President Joe Biden has joined the United Auto Workers on the 12th day of their strike against major car makers, a demonstration of support for organised labour apparently unparalleled in presidential history.
Mr Biden’s embrace of the union began as soon as he arrived in Michigan on Air Force One.
UAW president Shawn Fain was the first to greet Mr Biden on the tarmac, and he joined him in the presidential limousine for a ride to the picket line.
They soon arrived at a General Motors parts distribution warehouse located in the suburbs west of Detroit, one of the facilities that has been targeted in the strike.
“No deal, no wheels,” workers chanted. “No pay, no parts.”
Labour historians say they cannot recall an instance when a sitting president has joined an ongoing strike, even during the tenures of the more ardent pro-union presidents such as Franklin Delano Roosevelt and Harry Truman.

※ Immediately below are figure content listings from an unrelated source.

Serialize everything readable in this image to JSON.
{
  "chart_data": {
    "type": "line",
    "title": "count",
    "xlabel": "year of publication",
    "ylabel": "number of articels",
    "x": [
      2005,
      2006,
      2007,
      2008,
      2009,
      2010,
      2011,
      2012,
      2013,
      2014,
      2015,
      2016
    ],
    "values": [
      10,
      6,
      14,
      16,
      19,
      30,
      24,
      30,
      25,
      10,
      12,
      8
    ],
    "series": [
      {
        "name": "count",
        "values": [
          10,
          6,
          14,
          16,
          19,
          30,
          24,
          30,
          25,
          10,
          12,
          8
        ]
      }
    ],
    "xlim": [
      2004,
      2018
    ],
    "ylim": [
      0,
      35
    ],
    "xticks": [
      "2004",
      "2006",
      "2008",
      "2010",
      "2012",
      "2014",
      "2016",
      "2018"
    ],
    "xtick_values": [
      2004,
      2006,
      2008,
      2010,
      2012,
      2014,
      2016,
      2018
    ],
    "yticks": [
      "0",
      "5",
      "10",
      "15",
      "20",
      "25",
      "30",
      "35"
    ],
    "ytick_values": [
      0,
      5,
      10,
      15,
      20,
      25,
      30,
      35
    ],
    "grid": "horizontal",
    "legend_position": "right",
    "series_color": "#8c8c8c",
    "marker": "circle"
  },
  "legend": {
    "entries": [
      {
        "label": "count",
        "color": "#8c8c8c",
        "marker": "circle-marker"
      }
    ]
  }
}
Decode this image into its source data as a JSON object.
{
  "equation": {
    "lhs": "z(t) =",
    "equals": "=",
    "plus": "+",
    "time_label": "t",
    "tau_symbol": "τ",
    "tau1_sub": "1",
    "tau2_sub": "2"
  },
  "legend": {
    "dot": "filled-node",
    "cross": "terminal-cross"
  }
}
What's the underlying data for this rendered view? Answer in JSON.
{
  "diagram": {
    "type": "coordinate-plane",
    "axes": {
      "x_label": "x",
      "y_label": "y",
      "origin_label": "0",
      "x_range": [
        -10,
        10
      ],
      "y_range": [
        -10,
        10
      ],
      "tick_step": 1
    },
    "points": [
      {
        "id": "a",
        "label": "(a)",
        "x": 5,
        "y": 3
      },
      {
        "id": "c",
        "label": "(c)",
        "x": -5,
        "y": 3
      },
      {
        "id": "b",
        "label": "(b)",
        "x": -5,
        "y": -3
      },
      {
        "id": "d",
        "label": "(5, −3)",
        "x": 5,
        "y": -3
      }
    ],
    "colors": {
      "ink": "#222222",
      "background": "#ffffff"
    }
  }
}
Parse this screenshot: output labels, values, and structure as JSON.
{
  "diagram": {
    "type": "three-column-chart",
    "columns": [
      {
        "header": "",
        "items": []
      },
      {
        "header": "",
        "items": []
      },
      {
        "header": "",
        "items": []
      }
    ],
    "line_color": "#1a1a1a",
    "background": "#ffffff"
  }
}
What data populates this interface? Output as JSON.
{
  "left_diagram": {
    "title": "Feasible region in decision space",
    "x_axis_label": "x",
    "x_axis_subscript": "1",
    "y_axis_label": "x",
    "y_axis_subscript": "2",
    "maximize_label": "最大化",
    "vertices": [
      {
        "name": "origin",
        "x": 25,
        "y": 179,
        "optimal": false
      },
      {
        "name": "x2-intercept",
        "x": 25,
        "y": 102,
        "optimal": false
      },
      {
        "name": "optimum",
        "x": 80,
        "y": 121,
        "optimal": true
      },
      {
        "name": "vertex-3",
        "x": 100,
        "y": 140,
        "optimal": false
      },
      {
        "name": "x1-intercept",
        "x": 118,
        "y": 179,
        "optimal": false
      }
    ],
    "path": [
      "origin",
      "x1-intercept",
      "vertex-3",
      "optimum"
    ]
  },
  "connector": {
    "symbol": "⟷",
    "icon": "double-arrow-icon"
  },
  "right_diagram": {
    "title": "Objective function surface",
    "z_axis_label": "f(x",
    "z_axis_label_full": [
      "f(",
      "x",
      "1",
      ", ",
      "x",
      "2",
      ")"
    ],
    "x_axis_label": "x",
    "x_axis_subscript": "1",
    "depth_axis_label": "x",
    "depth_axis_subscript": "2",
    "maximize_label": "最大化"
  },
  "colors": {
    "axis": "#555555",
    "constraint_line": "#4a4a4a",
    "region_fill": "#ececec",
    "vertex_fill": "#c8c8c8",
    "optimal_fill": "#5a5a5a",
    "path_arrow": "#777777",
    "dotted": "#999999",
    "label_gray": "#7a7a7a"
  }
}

Theodore Roosevelt invited labour leaders alongside mine operators to the White House amid a historic coal strike in 1902, a decision that was seen at the time as a rare embrace of unions as Mr Roosevelt tried to resolve the dispute.
Mr Biden will be arriving one day before former president Donald Trump, the front-runner for the 2024 Republican nomination, goes to Detroit to hold his own event in an attempt to woo car workers – even though union leaders say he is no ally.
Lawmakers often appear at strikes to show solidarity with unions, and Mr Biden joined picket lines with casino workers in Las Vegas and auto workers in Kansas City while seeking the 2020 Democratic presidential nomination.
But sitting presidents, who have to balance the rights of workers with disruptions to the economy, supply chains and other facets of everyday life, have long wanted to stay out of the strike fray — until Mr Biden.
“This is absolutely unprecedented. No president has ever walked a picket line before,” said Erik Loomis, a professor at the University of Rhode Island and an expert on US labour history.
Presidents historically “avoided direct participation in strikes. They saw themselves more as mediators. They did not see it as their place to directly intervene in a strike or in labor action”.
White House press secretary Karine Jean-Pierre told reporters aboard Air Force One en route to Michigan that “Biden is fighting to ensure that the cars of the future will be built in America by unionised American workers in good-paying jobs, instead of being built in China”.